With President Park Geun-hye sworn in as the country’s 18th chief executive Monday, her administration’s first economic task as important as the North Korean nuclear issue in diplomacy is restructuring the tax system to secure a budget to finance welfare.

As pledged during her campaign as well as during her inauguration speech where she said she aims to create a “second miracle on the Han River,” like her father, former President Park Chung-hee, by promoting the happiness of people, her government is not expected to increase rates on various tax sources.

If her father achieved fast economic growth through industrial and infrastructure investment, the president seeks to create the second Han miracle by spurring job growth through investments in welfare, and science and technology.

Park would move to lessen tax benefits or breaks, as well as adjust the tax structure in accordance with the income groups, conglomerates, and small and medium enterprises, as mentioned by her chief economic advisor Cho Won-dong.

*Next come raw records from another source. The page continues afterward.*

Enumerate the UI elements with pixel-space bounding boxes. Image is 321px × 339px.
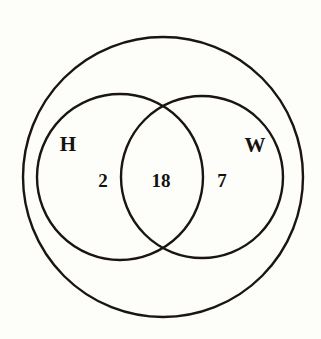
venn-diagram-figure: H W 2 18 7 [0,0,321,339]
region-h-only-value: 2 [98,170,108,191]
venn-diagram-canvas: H W 2 18 7 [0,0,321,339]
region-intersection-value: 18 [152,170,171,191]
set-w-label: W [245,133,266,157]
region-w-only-value: 7 [217,170,227,191]
set-h-label: H [60,132,76,156]
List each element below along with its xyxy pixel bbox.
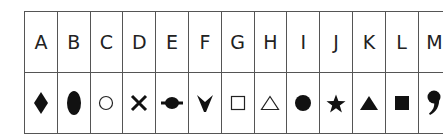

The Ministry of Strategy and Finance has begun looking into the matter by launching a committee to gain 48 trillion won ($44.4 billion) through tax reforms.

President Park seeks to spend some 135 trillion won over the next five years in office for welfare expansion to boost the livelihoods of the low and middle income families and encourage birth as the Korean economy faces negative factors weighing its growth sustainability, such as the aging population, low birth rates and lack of quality jobs.

Its substantial welfare budget is being questioned of its feasibility, but Park’s administration seeks to secure this by exposing the underground market, the rich and big companies that illicitly channeled their money into overseas tax-haven markets.

The National Tax Service and the Korea Customs Agency are set to be mobilized further with their investigative teams expanding to target tax dodgers.

New taxes could be introduced such as a version of the “Tobin Tax,” coined from the Nobel Prize laureate James Tobin, who introduced the concept of tax levy on financial transactions for market stability in the 1970s when barriers to capital flows had been deregulated, causing high volatility.

Foremost, Korea’s purpose of Tobin Tax is to safeguard the foreign exchange market, which is vulnerable to external macroeconomic conditions such as the debt crisis in the eurozone and easy-money policies by advanced economies. Also, Japan’s recent policy promoting a weak yen has posed a systemic risk to the Korean economy, which highly depends on exports for growth.

This could also “generate greater tax revenue” for President Park’s welfare promise, said Travis Cho, fixed-income strategist at Woori Investment & Securities.

However, the downside of the Tobin Tax in the form of a currency transaction tax, in addition to the existing so-called “three sets of financial taxes” on bonds, derivatives and foreign currency liabilities, is that it could lead to contraction and increase volatility.

“Bearing in mind the potentially grave side effects of various financial transaction taxes ― including the threats of drastic financial market contraction and sharply expanded volatility ― the Korean government is unlikely to make any haste towards enacting any such system,” Cho said.

Analysts said that the Korean government is likely to adopt this tax system in the financial market after closely monitoring the global trend, especially in the eurozone where it also seeks to regulate capital flow and increase taxes on the financial community through its own Tobin Tax, and the won-dollar exchange movement.